The play takes place in the United States, but the particular city is never explicitly stated. The scenes also take place in nondescript settings (a mall, a factory, a restaurant), all of which are very familiar places to most average Americans. The ambiguity highlights the fact that these characters' stories could easily have occurred in any number of places to any number of people, demonstrating the universality of the show's message.

The small theater and sparse set at the Boston Center for the Arts serve this production well. The intimate space allows for a heightened feeling of connection between the audience and the actors, as the characters' different inner insecurities and insufficiencies are revealed onstage. The lack of an elaborate setting requires more concentration on the dialogue and interactions between characters, which lends the show a less theatrical and more real?life atmosphere that complements the tone of the play itself.
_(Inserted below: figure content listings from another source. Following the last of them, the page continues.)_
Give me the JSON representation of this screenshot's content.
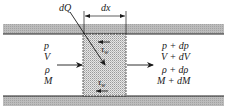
{
  "diagram": {
    "type": "control-volume-duct-flow",
    "labels": {
      "heat": "dQ",
      "length": "dx",
      "wall_shear_top": "τ",
      "wall_shear_top_sub": "w",
      "wall_shear_bottom": "τ",
      "wall_shear_bottom_sub": "w"
    },
    "inlet": [
      "p",
      "V",
      "ρ",
      "M"
    ],
    "outlet": [
      "p + dp",
      "V + dV",
      "ρ + dρ",
      "M + dM"
    ],
    "colors": {
      "wall_fill": "#b5b5b5",
      "wall_edge": "#222222",
      "cv_fill": "#d9d9d9",
      "ink": "#1a1a1a"
    }
  }
}
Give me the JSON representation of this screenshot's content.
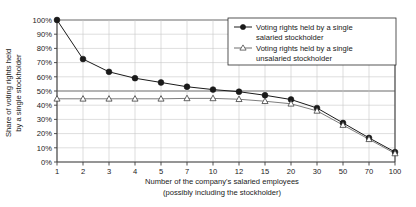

LaBute has often been criticized for being misanthropic or misogynistic. These claims are certainly evident, especially at the beginning of the show. Both female characters come off initially as irrational and fairly unsympathetic. The men must find a way to appease them, as Kent does, or else deal with their misguided anger, as Greg must. Early on, in an almost laughably clich?©d scene, the two male characters sit down in the factory break room and exclaim "Women!" with mutual frustration and sympathy.

Despite the fact that LaBute evidently embraces some of the contrived societal norms with which most Americans are familiar, the characters are all revealed to have depth. As the story progresses and the characters develop, LaBute shows more rational, sympathetic and complex sides of the female characters and unveils insecure layers of the males. Although certain characters or aspects of this play may come off as sexist, LaBute seems to include these themes in order to criticize them rather than glorify them.

The premise of "reasons to be pretty" might seem a bit dramatic but the authentic feeling of LaBute's dialogue, combined with a talented cast of four actors, makes for a highly realistic, relatable play.